Do you remember in The Mind Terrors when the TARDIS landed in ancient Rome and The Doctor narrowly avoided a death in the gladiatorial area with the offer of a Jelly Baby? You know the one where The Doctor and Sarah Jane found Rome besieged and battered by fierce barbarians, because the spirit of city had been lost? You know, the one where they discovered the nest of Ravens beneath the heart of the city, drawing on the sorrow and despair?
No, I don’t either; but your players will after you’ve finished your next adventure.
Form
The Ravens of Despair is a 15-page PDF, written by Steve Darlington, featuring the Eleventh Doctor, Amy and Rory on the cover. The supplement follows the same format and style as the core rules and supplements, with two columns, TARDIS blue sidebars and lashings of images from recent episodes of Doctor Who.
Features
Cubicle 7 have been producing solid and entertaining material for the Doctor Who game over the last year or so – including the rather fascinating Doctor Sourcebooks. However, what they’ve been missing were those brief pieces – like one-shot adventures – which once would have graced the pages of roleplaying magazines.
I miss those.
Often feels the days have long past when you could go out to your local newsagent or game store, pick out an issue of the latest gaming magazine, and find a smorgasbord of neat new ideas.
Well, now that’s changed.
The Ravens of Despair provides a one-stop info-drop of background, creature stats, and adventure hooks intended to provide a gamemaster with enough new material for several adventures. You get ideas in this supplement sure to mean that you’ll find something to fit your group style, even if you have opted for something grounded and terrestrial-based, like UNIT or Torchwood.
The material starts with a four page overview that describes the Ravens, their history, creation and purpose, and what they look like. Creatures created when even Time Lord civilisation was young, they have roamed the universe ever since feeding off sadness and grief. Their creators intended them for a benign and constructive purpose, at least from their otherworldly and intellectually aloof point of view, but the Ravens appear to have outlived their masters and the plan might have gone a wee bit awry.
You get a full page of stats for the Ravens and the overview of their nature and appearance offers up ideas on how they might fit into your setting and their surroundings.
In Goals, the supplement outlines the current intent and likely cause of their appearance, as well as explaining how they might interact with an Earth-bound setting. Allies and Enemies matches them up with well known adversaries in the Whoniverse, as unseen masterminds, co-conspirators, or direct opponents – certain to catch The Doctor and companions in the crossfire.
Organisation offers the gamemaster options for more powerful Ravens that sometimes appear when command or greater purpose requires it. Rather like traditional fantasy games with enemies set to challenge characters at higher levels, the leaders provide opposition certain to tax the ingenuity and resources of a more experienced group. A further section describes the Habitat of the Ravens, how they travel through space and where to set your classic corridor chases in the climax of the adventure!
As a springboard for creativity, the description of the Ravens of Despair provides plenty of ideas, but in case you’re still struggling, the supplement rounds off with five half-page adventure outlines, including two that provide a two-part story arc for that mid-season episode feel. The adventures provide plenty of familiar faces, like the Judoon, to lure your players into a false sense of security that they might know what’s going on – so the truth will take them unawares.
Final Thoughts
The Ravens of Despair provides the background, purposes and statistics for an insidious enemy ideal as a arc-focussed menace like The Silence or Fenric. Lurking in the shadows, they can serve as a returning antagonist, drawing sustenance and power from the actions of other more obvious foes.
The supplement provides a bunch of ideas and seeds ideal as the basis for an arc or as a quick way to spin out a one-shot, with some really interesting potential.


- _EXERCISE_: All of the entries need to be copied character for character.

[Dataset entries]
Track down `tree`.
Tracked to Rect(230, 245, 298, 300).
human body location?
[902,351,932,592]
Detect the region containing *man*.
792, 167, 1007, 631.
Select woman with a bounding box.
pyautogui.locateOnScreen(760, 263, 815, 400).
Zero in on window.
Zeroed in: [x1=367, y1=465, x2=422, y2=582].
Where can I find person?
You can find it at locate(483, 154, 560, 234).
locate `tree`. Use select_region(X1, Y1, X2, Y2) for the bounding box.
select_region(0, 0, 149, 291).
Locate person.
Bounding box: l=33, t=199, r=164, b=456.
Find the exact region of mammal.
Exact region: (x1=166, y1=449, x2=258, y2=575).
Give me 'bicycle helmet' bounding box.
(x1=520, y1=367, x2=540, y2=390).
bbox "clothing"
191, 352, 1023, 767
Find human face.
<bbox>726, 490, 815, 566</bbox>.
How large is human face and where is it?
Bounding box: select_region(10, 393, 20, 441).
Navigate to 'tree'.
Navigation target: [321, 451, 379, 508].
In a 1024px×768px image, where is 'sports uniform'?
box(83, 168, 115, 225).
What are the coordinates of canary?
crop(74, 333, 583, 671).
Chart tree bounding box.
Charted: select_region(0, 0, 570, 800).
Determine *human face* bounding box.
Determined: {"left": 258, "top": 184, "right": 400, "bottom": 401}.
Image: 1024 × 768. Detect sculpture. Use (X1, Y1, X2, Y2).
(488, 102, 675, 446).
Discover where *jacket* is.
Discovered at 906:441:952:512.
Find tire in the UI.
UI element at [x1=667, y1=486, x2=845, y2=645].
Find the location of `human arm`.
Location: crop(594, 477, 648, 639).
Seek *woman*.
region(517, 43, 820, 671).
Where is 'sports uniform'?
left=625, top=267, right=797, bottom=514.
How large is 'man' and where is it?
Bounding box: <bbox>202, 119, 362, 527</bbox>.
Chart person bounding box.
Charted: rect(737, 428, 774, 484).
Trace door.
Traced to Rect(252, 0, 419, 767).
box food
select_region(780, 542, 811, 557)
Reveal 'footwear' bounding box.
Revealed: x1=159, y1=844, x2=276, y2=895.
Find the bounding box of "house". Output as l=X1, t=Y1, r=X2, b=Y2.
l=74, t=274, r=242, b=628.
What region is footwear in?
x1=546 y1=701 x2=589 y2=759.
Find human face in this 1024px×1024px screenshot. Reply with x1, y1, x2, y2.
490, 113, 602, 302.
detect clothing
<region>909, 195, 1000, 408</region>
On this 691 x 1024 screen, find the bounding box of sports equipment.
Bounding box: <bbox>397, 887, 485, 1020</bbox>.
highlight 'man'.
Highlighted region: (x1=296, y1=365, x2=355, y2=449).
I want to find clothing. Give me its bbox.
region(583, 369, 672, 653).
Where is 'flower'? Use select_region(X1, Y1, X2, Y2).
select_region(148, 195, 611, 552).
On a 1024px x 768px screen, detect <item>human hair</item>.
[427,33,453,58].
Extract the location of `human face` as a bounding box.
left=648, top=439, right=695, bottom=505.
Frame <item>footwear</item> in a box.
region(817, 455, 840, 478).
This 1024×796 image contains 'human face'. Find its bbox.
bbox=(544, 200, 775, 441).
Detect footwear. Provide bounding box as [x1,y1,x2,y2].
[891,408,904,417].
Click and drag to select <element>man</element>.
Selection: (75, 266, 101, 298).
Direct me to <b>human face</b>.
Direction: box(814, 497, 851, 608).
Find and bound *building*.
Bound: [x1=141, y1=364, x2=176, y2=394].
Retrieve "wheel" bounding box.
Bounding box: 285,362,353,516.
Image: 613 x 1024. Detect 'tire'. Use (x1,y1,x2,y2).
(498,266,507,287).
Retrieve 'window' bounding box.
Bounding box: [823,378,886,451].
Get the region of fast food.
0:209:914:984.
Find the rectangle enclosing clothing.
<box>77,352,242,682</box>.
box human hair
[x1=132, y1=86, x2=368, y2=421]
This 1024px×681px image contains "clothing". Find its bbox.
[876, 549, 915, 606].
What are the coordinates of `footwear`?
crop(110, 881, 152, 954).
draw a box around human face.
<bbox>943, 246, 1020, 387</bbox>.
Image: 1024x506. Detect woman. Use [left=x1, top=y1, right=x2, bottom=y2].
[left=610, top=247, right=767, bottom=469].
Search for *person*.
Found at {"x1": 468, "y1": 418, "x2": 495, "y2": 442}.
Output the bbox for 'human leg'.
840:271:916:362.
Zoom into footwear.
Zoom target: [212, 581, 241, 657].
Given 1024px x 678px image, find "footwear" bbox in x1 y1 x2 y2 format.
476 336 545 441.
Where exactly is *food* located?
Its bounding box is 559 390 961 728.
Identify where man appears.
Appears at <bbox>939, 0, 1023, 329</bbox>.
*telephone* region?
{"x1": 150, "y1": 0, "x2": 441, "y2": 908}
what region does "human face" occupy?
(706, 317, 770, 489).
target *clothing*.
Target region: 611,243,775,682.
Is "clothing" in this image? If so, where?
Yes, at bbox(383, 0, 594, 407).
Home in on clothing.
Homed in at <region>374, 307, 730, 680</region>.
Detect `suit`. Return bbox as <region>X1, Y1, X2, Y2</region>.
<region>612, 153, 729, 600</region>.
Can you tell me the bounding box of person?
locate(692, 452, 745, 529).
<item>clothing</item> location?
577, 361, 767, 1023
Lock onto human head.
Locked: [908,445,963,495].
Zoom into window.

- _EXERCISE ANSWER_:
Track down `tree`.
Tracked to Rect(230, 245, 298, 300).
human body location?
[902,351,932,592]
Detect the region containing *man*.
792, 167, 1007, 631.
Select woman with a bounding box.
pyautogui.locateOnScreen(760, 263, 815, 400).
Zero in on window.
Zeroed in: [x1=367, y1=465, x2=422, y2=582].
Where can I find person?
You can find it at locate(483, 154, 560, 234).
locate `tree`. Use select_region(X1, Y1, X2, Y2) for the bounding box.
select_region(0, 0, 149, 291).
Locate person.
Bounding box: l=33, t=199, r=164, b=456.
Find the exact region of mammal.
Exact region: (x1=166, y1=449, x2=258, y2=575).
Give me 'bicycle helmet' bounding box.
(x1=520, y1=367, x2=540, y2=390).
bbox "clothing"
191, 352, 1023, 767
Find human face.
<bbox>726, 490, 815, 566</bbox>.
How large is human face and where is it?
Bounding box: select_region(10, 393, 20, 441).
Navigate to 'tree'.
Navigation target: [321, 451, 379, 508].
In a 1024px×768px image, where is 'sports uniform'?
box(83, 168, 115, 225).
What are the coordinates of canary?
crop(74, 333, 583, 671).
Chart tree bounding box.
Charted: select_region(0, 0, 570, 800).
Determine *human face* bounding box.
Determined: {"left": 258, "top": 184, "right": 400, "bottom": 401}.
Image: 1024 × 768. Detect sculpture. Use (X1, Y1, X2, Y2).
(488, 102, 675, 446).
Discover where *jacket* is.
Discovered at 906:441:952:512.
Find tire in the UI.
UI element at [x1=667, y1=486, x2=845, y2=645].
Find the location of `human arm`.
Location: crop(594, 477, 648, 639).
Seek *woman*.
region(517, 43, 820, 671).
Where is 'sports uniform'?
left=625, top=267, right=797, bottom=514.
How large is 'man' and where is it?
Bounding box: <bbox>202, 119, 362, 527</bbox>.
Chart person bounding box.
Charted: rect(737, 428, 774, 484).
Trace door.
Traced to Rect(252, 0, 419, 767).
box food
select_region(780, 542, 811, 557)
Reveal 'footwear' bounding box.
Revealed: x1=159, y1=844, x2=276, y2=895.
Find the bounding box of "house". Output as l=X1, t=Y1, r=X2, b=Y2.
l=74, t=274, r=242, b=628.
What region is footwear in?
x1=546 y1=701 x2=589 y2=759.
Find human face in this 1024px×1024px screenshot. Reply with x1, y1, x2, y2.
490, 113, 602, 302.
detect clothing
<region>909, 195, 1000, 408</region>
On this 691 x 1024 screen, find the bounding box of sports equipment.
Bounding box: <bbox>397, 887, 485, 1020</bbox>.
highlight 'man'.
Highlighted region: (x1=296, y1=365, x2=355, y2=449).
I want to find clothing. Give me its bbox.
region(583, 369, 672, 653).
Where is 'flower'? Use select_region(X1, Y1, X2, Y2).
select_region(148, 195, 611, 552).
On a 1024px x 768px screen, detect <item>human hair</item>.
[427,33,453,58].
Extract the location of `human face` as a bounding box.
left=648, top=439, right=695, bottom=505.
Frame <item>footwear</item> in a box.
region(817, 455, 840, 478).
This 1024×796 image contains 'human face'. Find its bbox.
bbox=(544, 200, 775, 441).
Detect footwear. Provide bounding box as [x1,y1,x2,y2].
[891,408,904,417].
Click and drag to select <element>man</element>.
Selection: (75, 266, 101, 298).
Direct me to <b>human face</b>.
Direction: box(814, 497, 851, 608).
Find and bound *building*.
Bound: [x1=141, y1=364, x2=176, y2=394].
Retrieve "wheel" bounding box.
Bounding box: 285,362,353,516.
Image: 613 x 1024. Detect 'tire'. Use (x1,y1,x2,y2).
(498,266,507,287).
Retrieve 'window' bounding box.
Bounding box: [823,378,886,451].
Get the region of fast food.
0:209:914:984.
Find the rectangle enclosing clothing.
<box>77,352,242,682</box>.
box human hair
[x1=132, y1=86, x2=368, y2=421]
This 1024px×681px image contains "clothing". Find its bbox.
[876, 549, 915, 606].
What are the coordinates of `footwear`?
crop(110, 881, 152, 954).
draw a box around human face.
<bbox>943, 246, 1020, 387</bbox>.
Image: 1024x506. Detect woman. Use [left=x1, top=y1, right=x2, bottom=y2].
[left=610, top=247, right=767, bottom=469].
Search for *person*.
Found at {"x1": 468, "y1": 418, "x2": 495, "y2": 442}.
Output the bbox for 'human leg'.
840:271:916:362.
Zoom into footwear.
Zoom target: [212, 581, 241, 657].
Given 1024px x 678px image, find "footwear" bbox in x1 y1 x2 y2 format.
476 336 545 441.
Where exactly is *food* located?
Its bounding box is 559 390 961 728.
Identify where man appears.
Appears at <bbox>939, 0, 1023, 329</bbox>.
*telephone* region?
{"x1": 150, "y1": 0, "x2": 441, "y2": 908}
what region does "human face" occupy?
(706, 317, 770, 489).
target *clothing*.
Target region: 611,243,775,682.
Is "clothing" in this image? If so, where?
Yes, at bbox(383, 0, 594, 407).
Home in on clothing.
Homed in at <region>374, 307, 730, 680</region>.
Detect `suit`. Return bbox as <region>X1, Y1, X2, Y2</region>.
<region>612, 153, 729, 600</region>.
Can you tell me the bounding box of person?
locate(692, 452, 745, 529).
<item>clothing</item> location?
577, 361, 767, 1023
Lock onto human head.
Locked: [908,445,963,495].
Zoom into window.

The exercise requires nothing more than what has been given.